Hi
Serg!
Serg wrote:The main problem of your method of essentially different SudokuP solution grids enumeration is your attempt to use "conjugacy classes" technique and Burnside's Lemma, but because basic requirements of Burnside's enumeration method are not met, it's not clear may we use conjugacy classes in this case.
I am not using Burnside's Lemma, we agree that can't be used here. But we are still basically counting automorphic grids, and the conjugacy classes allow us to reduce the problem because only a small number of the 3,359,232 transformation elements can possibly be automorphic.
Serg wrote: What are "26 S-classes" you are talking about in your post?
The 3,359,232 group elements for the Sudoku symmetry group partition into 275 conjugacy classes, and automorphism only occurs in 26 of these.

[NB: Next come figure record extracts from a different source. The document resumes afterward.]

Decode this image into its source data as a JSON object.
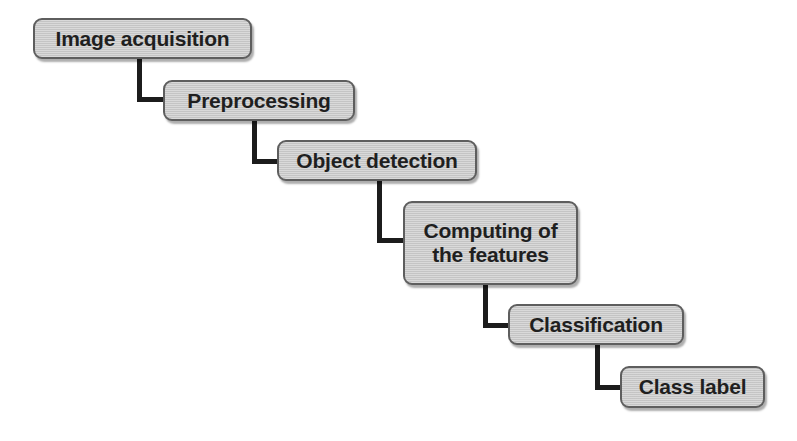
{
  "diagram": {
    "type": "flowchart",
    "orientation": "top-left-to-bottom-right cascade",
    "node_fill_color": "#c9c9c9",
    "node_border_color": "#5e5e5e",
    "connector_color": "#1c1c1c",
    "text_color": "#1f1f1f",
    "background_color": "#ffffff",
    "nodes": [
      {
        "id": "image-acquisition",
        "label": "Image acquisition"
      },
      {
        "id": "preprocessing",
        "label": "Preprocessing"
      },
      {
        "id": "object-detection",
        "label": "Object detection"
      },
      {
        "id": "computing-features",
        "label": "Computing of\nthe features"
      },
      {
        "id": "classification",
        "label": "Classification"
      },
      {
        "id": "class-label",
        "label": "Class label"
      }
    ],
    "edges": [
      {
        "from": "image-acquisition",
        "to": "preprocessing"
      },
      {
        "from": "preprocessing",
        "to": "object-detection"
      },
      {
        "from": "object-detection",
        "to": "computing-features"
      },
      {
        "from": "computing-features",
        "to": "classification"
      },
      {
        "from": "classification",
        "to": "class-label"
      }
    ]
  }
}
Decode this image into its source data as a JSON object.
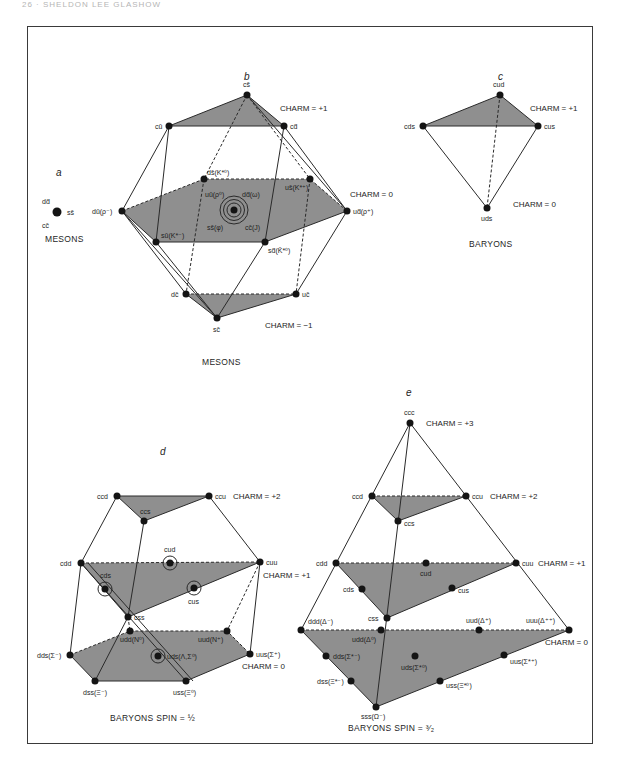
{
  "running_head": "26 · SHELDON LEE GLASHOW",
  "colors": {
    "face_fill": "#8f8f8f",
    "line": "#2a2a2a",
    "node": "#141414"
  },
  "panels": {
    "a": {
      "letter": "a",
      "nodes": [
        {
          "labels": [
            "dd̄",
            "ss̄",
            "cc̄"
          ]
        }
      ],
      "label_dd": "dd̄",
      "label_ss": "ss̄",
      "label_cc": "cc̄",
      "caption": "MESONS"
    },
    "b": {
      "letter": "b",
      "charm_labels": [
        "CHARM = +1",
        "CHARM = 0",
        "CHARM = −1"
      ],
      "nodes": {
        "cs": "cs̄",
        "cu": "cū",
        "cd": "cd̄",
        "ds": "ds̄(K*⁰)",
        "us": "us̄(K*⁺)",
        "du": "dū(ρ⁻)",
        "ud": "ud̄(ρ⁺)",
        "uu": "uū(ρ⁰)",
        "dd": "dd̄(ω)",
        "ss": "ss̄(φ)",
        "cc": "cc̄(J)",
        "su": "sū(K*⁻)",
        "sd": "sd̄(K̄*⁰)",
        "dc": "dc̄",
        "uc": "uc̄",
        "sc": "sc̄"
      },
      "caption": "MESONS"
    },
    "c": {
      "letter": "c",
      "charm_labels": [
        "CHARM = +1",
        "CHARM = 0"
      ],
      "nodes": {
        "cud": "cud",
        "cds": "cds",
        "cus": "cus",
        "uds": "uds"
      },
      "caption": "BARYONS"
    },
    "d": {
      "letter": "d",
      "charm_labels": [
        "CHARM = +2",
        "CHARM = +1",
        "CHARM = 0"
      ],
      "nodes": {
        "ccd": "ccd",
        "ccu": "ccu",
        "ccs": "ccs",
        "cdd": "cdd",
        "cud": "cud",
        "cuu": "cuu",
        "cds": "cds",
        "cus": "cus",
        "css": "css",
        "udd": "udd(N⁰)",
        "uud": "uud(N⁺)",
        "dds": "dds(Σ⁻)",
        "uds": "uds(Λ,Σ⁰)",
        "uus": "uus(Σ⁺)",
        "dss": "dss(Ξ⁻)",
        "uss": "uss(Ξ⁰)"
      },
      "caption": "BARYONS  SPIN = ½"
    },
    "e": {
      "letter": "e",
      "charm_labels": [
        "CHARM = +3",
        "CHARM = +2",
        "CHARM = +1",
        "CHARM = 0"
      ],
      "nodes": {
        "ccc": "ccc",
        "ccd": "ccd",
        "ccu": "ccu",
        "ccs": "ccs",
        "cdd": "cdd",
        "cud": "cud",
        "cuu": "cuu",
        "cds": "cds",
        "cus": "cus",
        "css": "css",
        "ddd": "ddd(Δ⁻)",
        "udd": "udd(Δ⁰)",
        "uud": "uud(Δ⁺)",
        "uuu": "uuu(Δ⁺⁺)",
        "dds": "dds(Σ*⁻)",
        "uds": "uds(Σ*⁰)",
        "uus": "uus(Σ*⁺)",
        "dss": "dss(Ξ*⁻)",
        "uss": "uss(Ξ*⁰)",
        "sss": "sss(Ω⁻)"
      },
      "caption": "BARYONS  SPIN = ³⁄₂"
    }
  }
}
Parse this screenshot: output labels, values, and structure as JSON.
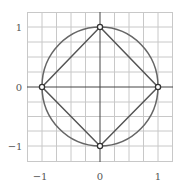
{
  "diagram": {
    "title": "",
    "x_ticks": [
      "−1",
      "0",
      "1"
    ],
    "y_ticks": [
      "1",
      "0",
      "−1"
    ],
    "xlim": [
      -1.25,
      1.25
    ],
    "ylim": [
      -1.25,
      1.25
    ],
    "grid_step": 0.25,
    "points": [
      {
        "label": "top",
        "x": 0,
        "y": 1
      },
      {
        "label": "right",
        "x": 1,
        "y": 0
      },
      {
        "label": "bottom",
        "x": 0,
        "y": -1
      },
      {
        "label": "left",
        "x": -1,
        "y": 0
      }
    ],
    "colors": {
      "grid": "#c8c8c8",
      "axes": "#444444",
      "circle": "#666666",
      "square": "#555555",
      "marker_fill": "#ffffff",
      "marker_stroke": "#333333"
    }
  }
}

We use "S-class" to distinguish Sudoku group conjugacy classes from the "P-classes" of the "SudokuP" symmetry group (which has 2592 elements, and 54 conjugacy classes).
The class numbers we use correspond to the classes in the Russell & Jarvis paper quoted above, so these get used a lot in this forum.
So it is legitimate, and indeed necessary, to use conjugacy classes for counting problem based on S-equivalence, unless you want to waste time testing all 3,359,232 group elements.
For counting essentially different Sudoku grids, Burnside's Lemma reduces the problem still further, we need only count the automorphic grids in ONE element of each conjugacy class (ie one of the 26, all others we can ignore) and take the average over the group.
For counting essentially different SudokuP grids under S-equivalence, no we can't use the Burnside "trick", but we can still restrict ourselves to thos 26 classes, we just have to count automorphisms in every element of those classes. I call this "unfolding" the classes.